All the other kids zoned an hour ahead to 3:15,
but Mrs. Purdy and I wandered lonely as clouds borne
by a breeze off Mount Parnassus. She must have seen
the darkest eyes in the room brim: The next day
she gave me a poem she’d chosen especially for me
to read to the all-except-for-me white class.
She smiled when she told me to read it, smiled harder,
said oh yes I could. She smiled harder and harder
until I stood and opened my mouth to banjo-playing
darkies, pickaninnies, disses and dats. When I finished,
my classmates stared at the floor. We walked silent
to the buses, awed by the power of words.
— from How I Discovered Poetry
HOW I CAME BY MY NAME
Four casks of rum and a bolt of calico.
(A quarter of the list price. A terrific deal,
a steal for the ship’s steward who bought a boy
onboard as two-legged cargo was being loaded
and stowed.) Four casks of rum and a piece of cloth.
(For breath, dreams, heartbeat.) The boy who was Broteer
disappeared. A business venture took his place.
Same face, same eyes, but inside utterly transformed,
harmed past healing by the cheapening of human life.

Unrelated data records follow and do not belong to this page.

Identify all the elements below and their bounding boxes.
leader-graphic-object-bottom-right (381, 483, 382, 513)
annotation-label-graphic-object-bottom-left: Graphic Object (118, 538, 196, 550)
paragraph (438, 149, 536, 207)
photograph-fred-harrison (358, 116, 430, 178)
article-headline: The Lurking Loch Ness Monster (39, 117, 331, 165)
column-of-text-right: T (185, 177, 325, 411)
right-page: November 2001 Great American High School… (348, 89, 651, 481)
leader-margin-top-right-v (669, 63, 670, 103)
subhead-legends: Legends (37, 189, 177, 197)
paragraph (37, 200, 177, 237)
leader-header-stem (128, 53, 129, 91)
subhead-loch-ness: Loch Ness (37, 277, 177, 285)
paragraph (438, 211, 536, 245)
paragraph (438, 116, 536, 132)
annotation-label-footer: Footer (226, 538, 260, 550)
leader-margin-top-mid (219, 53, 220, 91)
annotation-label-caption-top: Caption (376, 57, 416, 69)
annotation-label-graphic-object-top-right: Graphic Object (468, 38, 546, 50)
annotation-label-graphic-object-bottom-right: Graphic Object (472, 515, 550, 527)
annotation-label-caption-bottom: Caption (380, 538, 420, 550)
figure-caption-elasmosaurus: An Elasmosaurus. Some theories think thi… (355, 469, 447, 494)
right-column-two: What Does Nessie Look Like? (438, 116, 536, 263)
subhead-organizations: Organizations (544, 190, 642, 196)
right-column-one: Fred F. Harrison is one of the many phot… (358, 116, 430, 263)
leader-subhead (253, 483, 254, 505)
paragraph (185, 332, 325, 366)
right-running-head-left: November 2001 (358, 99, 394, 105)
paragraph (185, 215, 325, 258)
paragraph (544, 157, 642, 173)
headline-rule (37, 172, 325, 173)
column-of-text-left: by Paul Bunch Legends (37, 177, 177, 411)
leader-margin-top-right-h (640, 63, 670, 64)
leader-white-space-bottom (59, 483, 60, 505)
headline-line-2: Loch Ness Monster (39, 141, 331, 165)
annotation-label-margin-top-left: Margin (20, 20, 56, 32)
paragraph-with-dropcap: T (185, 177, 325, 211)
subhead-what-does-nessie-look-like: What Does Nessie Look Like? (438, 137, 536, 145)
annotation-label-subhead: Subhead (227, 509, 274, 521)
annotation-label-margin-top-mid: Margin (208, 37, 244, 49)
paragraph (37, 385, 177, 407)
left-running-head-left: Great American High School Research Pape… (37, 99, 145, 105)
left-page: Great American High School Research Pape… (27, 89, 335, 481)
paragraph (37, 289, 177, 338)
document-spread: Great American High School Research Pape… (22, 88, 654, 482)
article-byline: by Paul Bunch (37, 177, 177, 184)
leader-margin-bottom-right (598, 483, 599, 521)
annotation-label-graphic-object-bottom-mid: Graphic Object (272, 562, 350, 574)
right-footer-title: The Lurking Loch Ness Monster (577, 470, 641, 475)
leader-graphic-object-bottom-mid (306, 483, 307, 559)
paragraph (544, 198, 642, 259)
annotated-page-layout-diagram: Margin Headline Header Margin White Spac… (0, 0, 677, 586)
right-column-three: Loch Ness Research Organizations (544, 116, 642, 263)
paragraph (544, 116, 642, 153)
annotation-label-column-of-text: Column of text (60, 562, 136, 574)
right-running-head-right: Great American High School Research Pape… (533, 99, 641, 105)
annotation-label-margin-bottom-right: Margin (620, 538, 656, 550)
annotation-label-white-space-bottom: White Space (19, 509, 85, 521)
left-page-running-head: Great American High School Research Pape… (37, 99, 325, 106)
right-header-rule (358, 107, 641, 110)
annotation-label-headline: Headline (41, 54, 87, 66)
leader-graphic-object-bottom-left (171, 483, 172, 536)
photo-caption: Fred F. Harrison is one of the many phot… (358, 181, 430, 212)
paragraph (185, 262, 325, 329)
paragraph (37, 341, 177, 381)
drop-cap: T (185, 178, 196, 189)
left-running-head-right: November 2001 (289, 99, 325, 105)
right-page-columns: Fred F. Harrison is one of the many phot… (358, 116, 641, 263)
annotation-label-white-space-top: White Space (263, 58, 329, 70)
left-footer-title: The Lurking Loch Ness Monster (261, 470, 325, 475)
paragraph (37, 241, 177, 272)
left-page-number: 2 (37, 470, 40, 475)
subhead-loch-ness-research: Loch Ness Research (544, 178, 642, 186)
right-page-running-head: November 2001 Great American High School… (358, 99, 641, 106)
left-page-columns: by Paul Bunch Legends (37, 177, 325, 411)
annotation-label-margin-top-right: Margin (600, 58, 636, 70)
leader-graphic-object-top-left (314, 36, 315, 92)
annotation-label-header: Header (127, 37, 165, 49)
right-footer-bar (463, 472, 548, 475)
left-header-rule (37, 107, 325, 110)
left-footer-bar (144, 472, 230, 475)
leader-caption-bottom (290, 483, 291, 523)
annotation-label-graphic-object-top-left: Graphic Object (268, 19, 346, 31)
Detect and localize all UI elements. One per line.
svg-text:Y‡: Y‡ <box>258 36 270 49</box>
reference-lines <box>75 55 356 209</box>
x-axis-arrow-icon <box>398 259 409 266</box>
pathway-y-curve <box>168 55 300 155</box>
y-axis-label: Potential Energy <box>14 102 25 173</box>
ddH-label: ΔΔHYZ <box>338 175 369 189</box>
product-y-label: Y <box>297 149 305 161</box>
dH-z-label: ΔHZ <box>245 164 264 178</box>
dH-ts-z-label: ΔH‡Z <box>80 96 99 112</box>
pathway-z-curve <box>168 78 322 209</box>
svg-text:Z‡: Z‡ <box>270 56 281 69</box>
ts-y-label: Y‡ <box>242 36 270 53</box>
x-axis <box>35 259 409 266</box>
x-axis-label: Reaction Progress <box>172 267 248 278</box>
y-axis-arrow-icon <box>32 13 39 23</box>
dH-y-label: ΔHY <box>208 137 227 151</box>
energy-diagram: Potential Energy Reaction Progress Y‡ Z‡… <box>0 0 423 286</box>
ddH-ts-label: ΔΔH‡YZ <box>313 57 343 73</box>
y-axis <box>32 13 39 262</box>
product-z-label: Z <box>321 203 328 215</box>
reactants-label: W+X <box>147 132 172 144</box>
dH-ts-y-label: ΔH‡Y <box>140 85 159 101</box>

Breath, dreams, pulse, traded for cloth and alcohol,
were capital. There was profit in the pain,
the chains. Venture. There were whole worlds to gain.
—from The Freedom Business
CLAY
Beauty is the vocation
of the earth.
—William Bryant Logan
God’s breath on a compound of silica,
alumina and various oxides—
primarily iron-gave Adam life.
There is a primal, almost mystical
connection between humankind and clay,
from the footed, bellied first receptacles
to frescoed Renaissance cathedral walls.
To Carver’s eye, the muddy creek banks say
Here to be dug up, strained and painted on,
is loveliness the poorest can afford:
azures, ochres . . . Scraps of discarded board
are landscapes. Cabins undistinguished brown
bloom like slaves freed to struggle toward self-worth.
Beauty is commonplace, as cheap as dirt.
—from Carver: A Life in Poems
DAUGHTERS, 1900
Five daughters, in the slant light on the porch,
are bickering. The eldest has come home
with new truths she can hardly wait to teach.
She lectures them: the younger daughters search
the sky, elbow each others’ ribs, and groan.
Five daughters, in the slant light on the porch
and blue-sprigged dresses, like a stand of birch
saplings whose leaves are going yellow-brown
with new truths. They can hardly wait to teach,
themselves, to be called “Ma’am,” to march
high-heeled across the hanging bridge to town.
Five daughters. In the slant light on the porch
Pomp lowers his paper for a while, to watch
the beauties he’s begotten with his Ann:
these new truths they can hardly wait to teach.
The eldest sniffs, “A lady doesn’t scratch.”
The third snorts back, “Knock, knock: nobody home.”
The fourth concedes, “Well, maybe not in church. . .”
Five daughters in the slant light on the porch.